On Saturday, Jacob, Matthew, and I got up at 5am and didn’t get home until 11pm. Only one thing will motivate them to do that. First Lego League. For those of you who are new to my blog, FLL is an amazing opportunity for kids from 9 to 14 to build and program a robot. Of course, it’s more than that. The kids are given robot assignments and time limits in which to do them. And they compete against other teams. Last year Jake and Matt’s team took third place in the robot performance category in the State Championships.
This year they worked harder. So they went off to the 7 hour Championship with high hopes. The Championship is more than “robot runs” although they have three of those. The kids also have to do a presentation based on their research—this year they were assigned to research traffic issues. They discovered which areas of Chattanooga had nasty accidents, and then they met with the city’s traffic engineer, researched areas of the country with similar problems, brainstormed solutions to the problem and later presented their solutions to the city traffic engineer.
Of course, the kids didn’t want to do your typical science fair report. One day after a team practice, Jake announced, “I wrote a play for FLL.” I blinked and said, “Oh, right. Uh, maybe I can help you.” Without taking offense, he passed me the script. I read the script. I passed it back. “Uh, this is really good. I wouldn’t make any changes.”
Besides the presentation and the robot runs, the judges (professors from Tennessee Tech, scientists from Oakridge Nat’l Lab, and even a prof from MIT) interview the kids on robot design, leadership, and teamwork. They’re even tested on communication skills.

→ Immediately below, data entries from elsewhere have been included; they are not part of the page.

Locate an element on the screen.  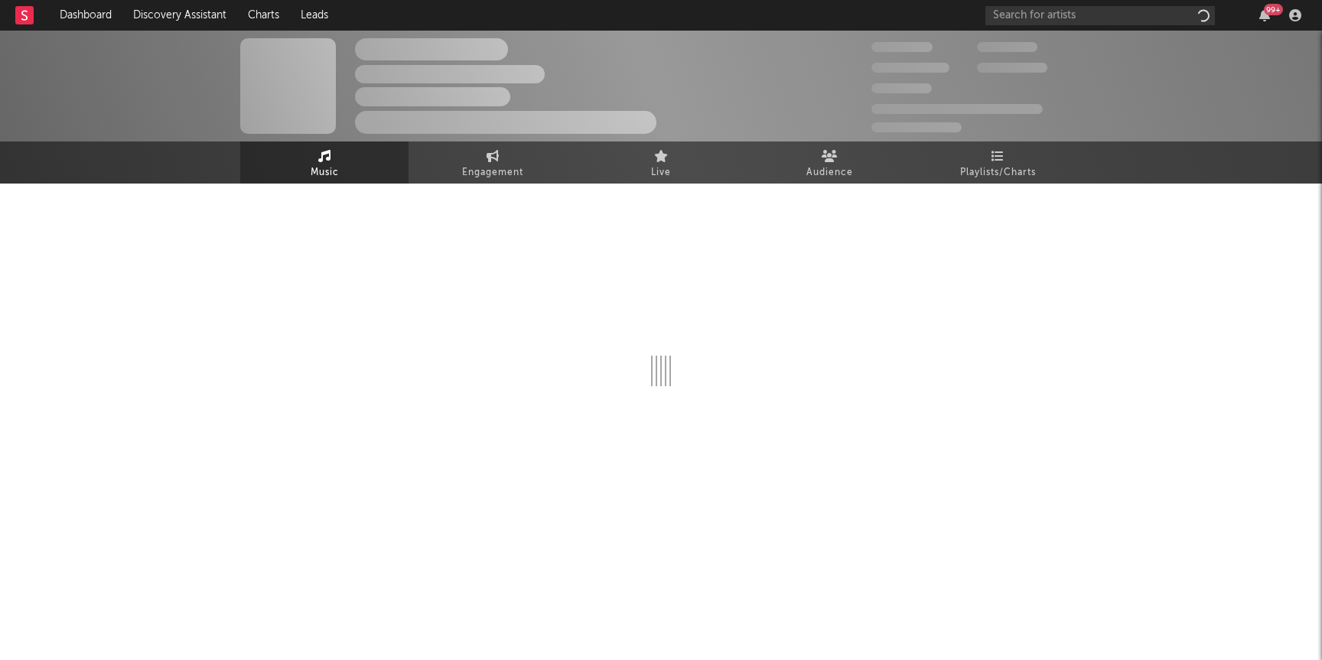
div: 99 + is located at coordinates (1273, 9).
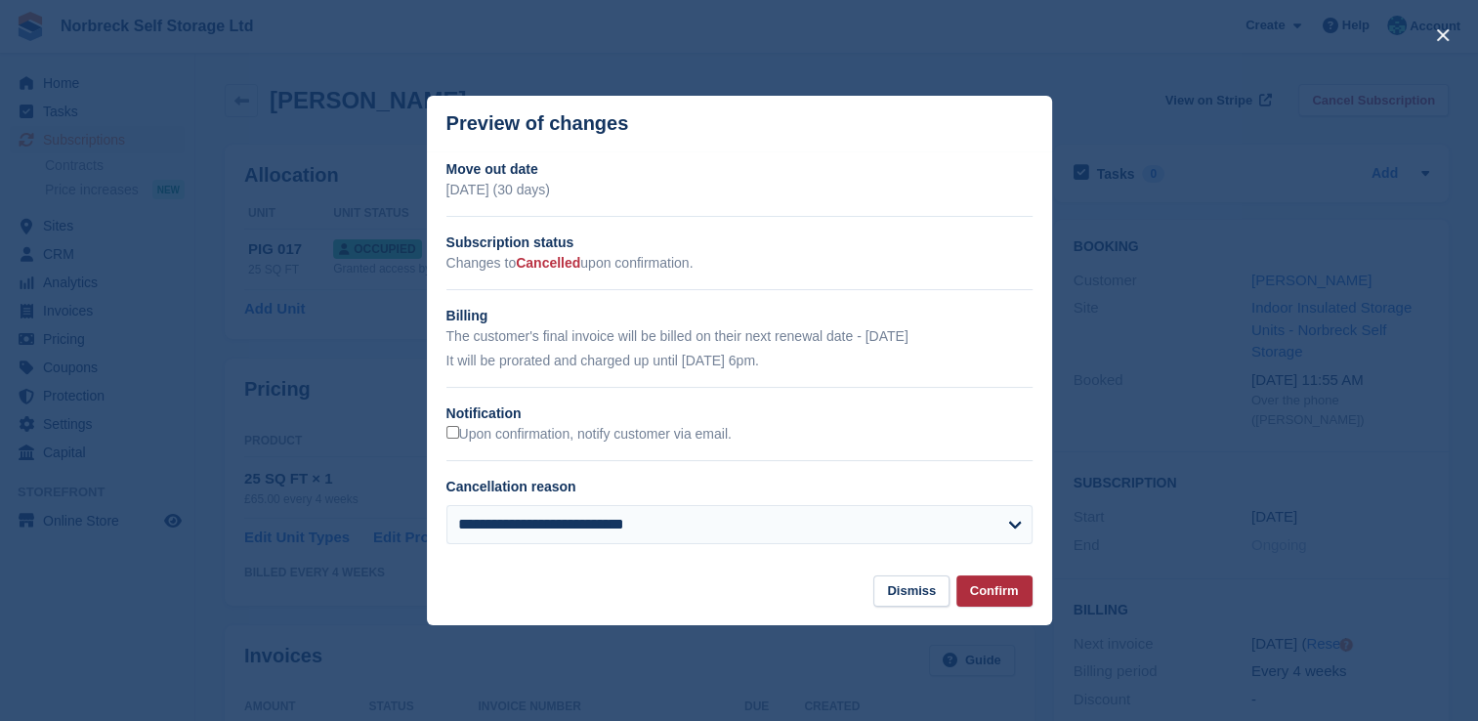  Describe the element at coordinates (1443, 35) in the screenshot. I see `button: close` at that location.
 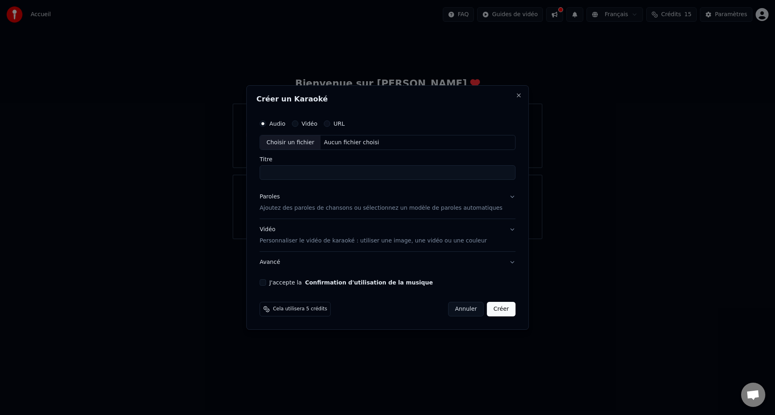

In one of the teamwork/communication/leadership tests, the judges gave the kids a few props and told them to make the tallest structure they could. After the kids did, they tried to pick up the table and make it taller still. The judge stopped them—lifting the table didn’t count.
A team of ten judges interviewed them about their robot’s design. The kids’ design had unique features (including a “hammer,” a ring tosser, a capture box, and reverse mechanism to go over bumps) that the judges hadn’t seen in any other robot. In fact, the design was unique and effective enough that the judges laughed and shook their heads. I told the kids it’s called “thinking outside the box” and engineering professors love it.
I could go on, but I’ll stop. The kids took third place in robot performance, and they were very happy. But we all sat patiently in the stands as the rest of the awards were called out, even the final big awards “Champion’s Award.” When they called out the number of the second place team, the kids just sat there and I said, “Hey, that’s us.” They were in shock. They never even considered that they could take the second highest award in the state championship.
Then Jacob and his friend Andrew got an invitation this morning—to join the next level of First League. The kids are older, the robots and programming are much more complex, and the competition stiffer. But the sponsors want them to join their team. Cal explained to Jake that it’s like going from triple A to the majors just before the World Series. This First League’s State Competition is in February. And just when I thought we were done with robots and programming...
We're never going to be done with robots because someday they will take over the world!
ReplyDeleteSee, Mrs. K, you could make them practice by making a robot that does laundry and basic chores. That is totally thinking outside the box.
ReplyDeleteTaking over the world is *so* in the box.
Grace Duke
Nah, in Star Wars all the robots ever do is various chores, except R2D2 of course. Robots taking over the world is outside the box.